Stuart relies on multiple sources of information including robust analytics programs that, besides basics such as visitor traffic, provide webpage heat and click maps, user journeys, and search terms used; an on-page website feedback module for site visitors; and quarterly communication with city staff who service the counters and answer the phones for each department and are on the front lines of community engagement.
“Our front-line staff are the ones who get community input and response right away,” Stuart said. “We hear when callers from the community can’t find something, for example, and we can work to accommodate that.”
Maintaining website standards is critical to keeping the website current and ensuring optimal user experience.
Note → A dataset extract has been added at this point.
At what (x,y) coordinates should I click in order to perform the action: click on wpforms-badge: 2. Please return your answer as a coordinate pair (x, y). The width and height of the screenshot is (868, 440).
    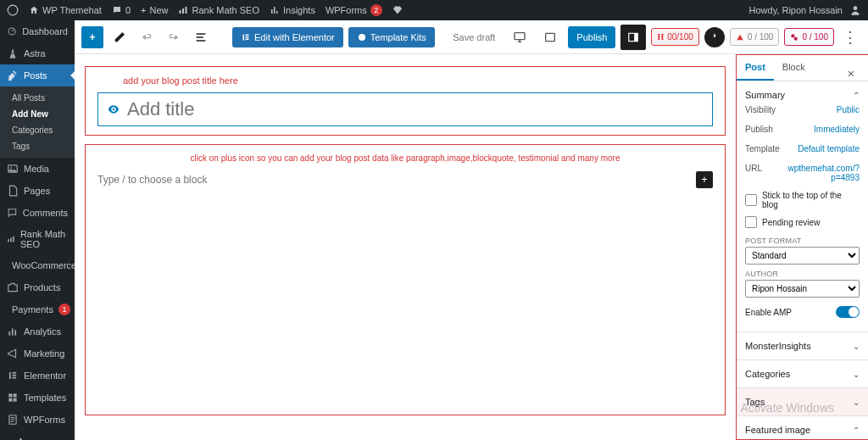
    Looking at the image, I should click on (376, 10).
To that end, Stuart set up a governance model with what she calls a “small, but highly trained Web Team” of 20 cross-departmental representatives, staying up to date with changes, requirements, and maintaining a united voice for digital progress for the website.
To help meet accessibility and readability goals for the website, putting on training classes for both the web team and the organization on digital content readability is part of the process.
“Staff doesn’t necessarily understand why we need to make digital content a certain readability level for people,” Stuart said. “So, we deliver ongoing writing training workshops for the organization that really helps us have them understand why readability and plain language use is important and moves us away from bureaucratic-legalistic content. And having readable content is a component of meeting accessibility requirements.
“There’s a lot more to creating and maintaining a successful website than its design,” Stuart concluded. “The website is never ‘done.’ It takes ongoing monitoring, maintenance, data analysis and feedback, plus organizational support, and knowledgeable ‘gatekeepers’ in your web team to keep it at its best. Add to that, technology and standards are always changing. You’ll certainly never be bored!”
The City of Sunnyvale, California is a recipient of the 2023 Granicus Digital Government Website of the Year Award.